Her mother still lives in China, where Chang’s books are banned. Chang has been allowed to return, but not without trepidation. “The question is not whether I am allowed to go but rather whether I am allowed to get out,” she said, smiling warily. “China has become hostile to the west. So I am in no hurry to return.”
She may be in even less of a hurry after the publication of Fly, Wild Swans, in which she pulls no punches in criticizing Xi’s vision of a “neo-Maoist state.”
I asked if Chang feels she is ambitious. “I guess I am,” she replied. “I strive to achieve things within my control. But I don’t bother with things that are beyond my control, for example, winning awards or getting a good book review.”
She has every reason to feel proud of what she has achieved. When she published Wild Swans, she was one of only a few Chinese authors who wrote in English. She blazed a trail for the growing number of Chinese-born writers living abroad and writing in English today, notably Yiyun Li, Ha Jin and Guo Xiaolu. With her recent CBE, she now stands alongside writers such as Ian McEwan and the late Hilary Mantel. Yet for me, Chang’s position will always remain unique: as the writer who deeply acquainted the West with China at a time when ignorance about her homeland prevailed, cutting through cliché to tell China’s story as only she could. ∎
Header: Jung Chang at the Cheltenham Literature Festival, October 2019. (David Levenson/Getty)
Also read Andrew Peaple’s Q&A with Jung Chang at our sibling site The Wire China.

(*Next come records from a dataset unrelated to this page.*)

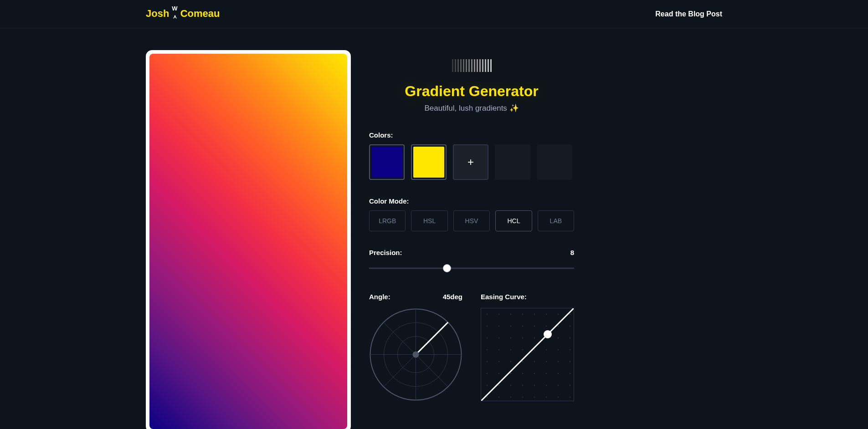 This screenshot has height=429, width=868. Describe the element at coordinates (183, 14) in the screenshot. I see `logo: Josh W ⋏ Comeau` at that location. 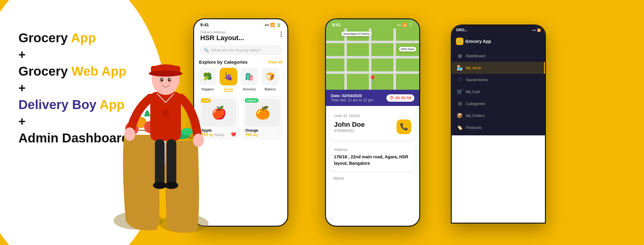 What do you see at coordinates (278, 134) in the screenshot?
I see `heart-empty-icon: ♡` at bounding box center [278, 134]. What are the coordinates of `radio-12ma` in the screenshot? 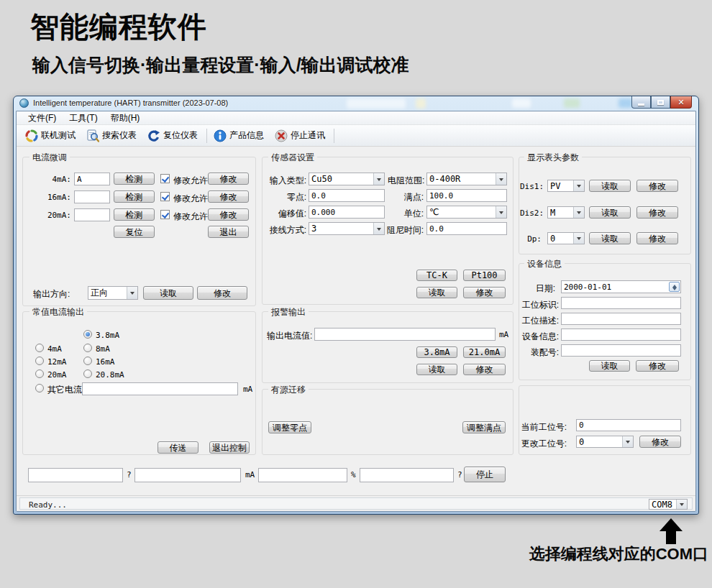 It's located at (40, 361). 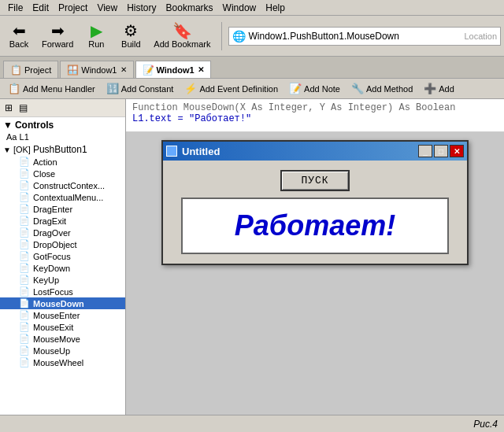 What do you see at coordinates (322, 89) in the screenshot?
I see `add-note-label: Add Note` at bounding box center [322, 89].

Lijia Zhang is a writer, social commentator and public speaker. Her articles have appeared in The Guardian, The South China Morning Post, Newsweek, and The New York Times. She is author of the memoir Socialism Is Great! (2008) about her journey from factory worker to writer, and the novel Lotus (2017), following a prostitute’s life in China. Zhang is a regular speaker on the BBC, Channel 4, CNN and NPR. She divides her time between London and Beijing.